India’s services industry grew at the slowest pace in more than two years in August after the central bank’s record interest-rate increases and a weakening global economy restrained consumer demand.
The Purchasing Managers’ Index fell to 53.8 last month from 58.2 in July, HSBC Holdings Plc and Markit Economics said in an e-mailed statement today. That’s the lowest level since June 2009. A reading above 50 indicates an expansion.
Asia’s growth has slowed as a faltering recovery in the U.S. and Europe’s debt crisis hurt the region’s exports, complicating monetary policy for central banks still grappling with price pressures. India’s manufacturing grew at the slowest pace in 29 months in August, a report showed last week, while inflation has exceeded 9 percent for eight straight months even after 11 rate increases by the Reserve Bankof India since mid-March 2010.
“The lagged effects of monetary policy tightening, the elevated level of inflation and the now heightened uncertainty about the global economic outlook” led to the slowdown in services growth, Leif Eskesen, a Singapore-based economist at HSBC, said in the statement. Still, inflation “remains the dominant concern, calling for a few more policy rate hikes before the RBI can call it quits,” he said.
The Bombay Stock Exchange Sensitive Index fell 1.3 percent as of 12:01 p.m. in Mumbai. The rupee slid 0.3 percent to 45.9313 a dollar, according to data compiled by Bloomberg.
China Services
A separate HSBC-Markit report showed the Chinese services index fell to a record low of 50.6 last month as new business growth moderated, adding to evidence the economy is slowing after the government raised interest rates, curbed lending and limited property purchases.
Companies from UBS AG and Credit Suisse Group AG to Morgan Stanley have cut estimates for Indian economic expansion. UBS predicts 7.2 percent growth for 2011-2012, lower than an earlier estimate of 7.5 percent.
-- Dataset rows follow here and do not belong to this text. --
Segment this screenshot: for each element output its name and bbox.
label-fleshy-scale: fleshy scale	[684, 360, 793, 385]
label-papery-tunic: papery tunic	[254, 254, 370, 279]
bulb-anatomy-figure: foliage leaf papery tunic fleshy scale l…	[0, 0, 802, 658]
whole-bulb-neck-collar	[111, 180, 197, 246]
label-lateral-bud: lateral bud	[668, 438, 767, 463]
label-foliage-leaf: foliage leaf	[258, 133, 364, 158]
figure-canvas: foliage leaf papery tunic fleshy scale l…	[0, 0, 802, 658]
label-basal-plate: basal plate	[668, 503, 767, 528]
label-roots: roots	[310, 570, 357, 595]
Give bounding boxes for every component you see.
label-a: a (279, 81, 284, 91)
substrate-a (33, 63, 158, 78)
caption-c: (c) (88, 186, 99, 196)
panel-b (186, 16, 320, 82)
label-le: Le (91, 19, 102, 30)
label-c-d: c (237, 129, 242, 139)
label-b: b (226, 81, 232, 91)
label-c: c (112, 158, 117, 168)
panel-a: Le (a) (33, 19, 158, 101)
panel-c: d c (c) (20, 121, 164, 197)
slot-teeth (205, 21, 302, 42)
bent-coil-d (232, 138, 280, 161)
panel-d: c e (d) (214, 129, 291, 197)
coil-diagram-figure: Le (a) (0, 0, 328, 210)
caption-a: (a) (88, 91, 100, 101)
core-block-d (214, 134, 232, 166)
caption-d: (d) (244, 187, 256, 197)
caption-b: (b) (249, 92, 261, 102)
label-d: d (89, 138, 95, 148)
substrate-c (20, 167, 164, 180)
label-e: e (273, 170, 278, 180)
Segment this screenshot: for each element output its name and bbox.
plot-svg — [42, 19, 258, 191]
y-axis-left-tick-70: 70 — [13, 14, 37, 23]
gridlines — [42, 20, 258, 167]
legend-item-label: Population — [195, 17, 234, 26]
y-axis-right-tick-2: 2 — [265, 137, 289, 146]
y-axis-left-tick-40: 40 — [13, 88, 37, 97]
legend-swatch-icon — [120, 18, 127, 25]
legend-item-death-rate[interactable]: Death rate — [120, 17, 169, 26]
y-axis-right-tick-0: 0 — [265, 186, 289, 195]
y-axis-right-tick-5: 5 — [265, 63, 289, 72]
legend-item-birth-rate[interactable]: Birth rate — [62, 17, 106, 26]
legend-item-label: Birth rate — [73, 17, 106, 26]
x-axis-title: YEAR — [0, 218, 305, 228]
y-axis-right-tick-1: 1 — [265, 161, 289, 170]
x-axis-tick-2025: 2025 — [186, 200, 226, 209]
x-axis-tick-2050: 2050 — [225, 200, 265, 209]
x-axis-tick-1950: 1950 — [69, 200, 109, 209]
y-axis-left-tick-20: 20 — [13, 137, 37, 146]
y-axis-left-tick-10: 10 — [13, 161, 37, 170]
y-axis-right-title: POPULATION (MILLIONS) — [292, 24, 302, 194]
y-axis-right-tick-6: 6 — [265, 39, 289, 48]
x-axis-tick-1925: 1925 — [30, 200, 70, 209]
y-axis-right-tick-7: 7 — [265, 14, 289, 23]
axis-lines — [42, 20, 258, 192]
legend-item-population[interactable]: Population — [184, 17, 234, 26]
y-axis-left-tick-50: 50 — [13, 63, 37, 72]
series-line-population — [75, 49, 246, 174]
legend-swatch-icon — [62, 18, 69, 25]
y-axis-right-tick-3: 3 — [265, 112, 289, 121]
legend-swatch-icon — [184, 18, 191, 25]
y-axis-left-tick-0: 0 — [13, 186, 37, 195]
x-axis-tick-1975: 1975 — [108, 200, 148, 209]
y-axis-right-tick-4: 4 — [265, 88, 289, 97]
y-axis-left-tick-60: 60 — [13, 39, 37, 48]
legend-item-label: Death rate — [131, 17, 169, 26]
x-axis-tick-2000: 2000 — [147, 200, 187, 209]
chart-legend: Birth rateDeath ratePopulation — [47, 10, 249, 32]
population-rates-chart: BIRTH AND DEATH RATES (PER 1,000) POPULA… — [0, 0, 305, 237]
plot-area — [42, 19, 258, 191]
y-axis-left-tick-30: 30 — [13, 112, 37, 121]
India’s Purchasing Managers’ Index for manufacturing fell to 52.6 in August from 53.6 in July, HSBC and Markit said Sept. 2. Service industries in the U.S. probably expanded in August at the slowest pace in more than a year, adding to concern the recovery is losing steam, a Bloomberg News survey showed before a report this week on the Institute for Supply Management’s non- manufacturing index.
Moody’s Forecast
The South Asian nation’s economy may expand 7.5 percent to 8 percent in the financial year through March while inflation may ease to about 7 percent over the year, Moody’s Investors Service Senior Analyst Atsi Sheth said in a report today.
“Given current global uncertainty, and the continuing transmission of the RBI’s tightening over the last year, the risks to both forecasts are on the downside,” Sheth said. Still, a slower growth rate in the 7 percent range wouldn’t change Moody’s assessment of the country’s sovereign credit outlook, she said.
Reserve Bank of India Governor Duvvuri Subbarao raised the benchmark repurchase rate by 0.5 percentage point to 8 percent on July 26. While threats to growth could increase if global financial risks amplify, the “immediate challenge to sustaining growth” lies in taming inflation, the central bank said Aug. 25.
“There has been a moderation in growth but it has not collapsed,” Samiran Chakraborty, a Mumbai-based economist at Standard Chartered Plc, said before the report. “Controlling inflation will take priority over growth concerns and we will see the central bank raising rates.”
Commercial loans given by banks such as ICICI Bank Ltd. rose 20.22 percent from a year earlier as of Aug. 12, according to data compiled by Bloomberg, exceeding the central bank’s 18 percent projection. Mobile-phone operators including Bharti Airtel Ltd. added 7.64 million customers in July, a 1.28 percent increase from the previous month, according to the Cellular Operators Association of India.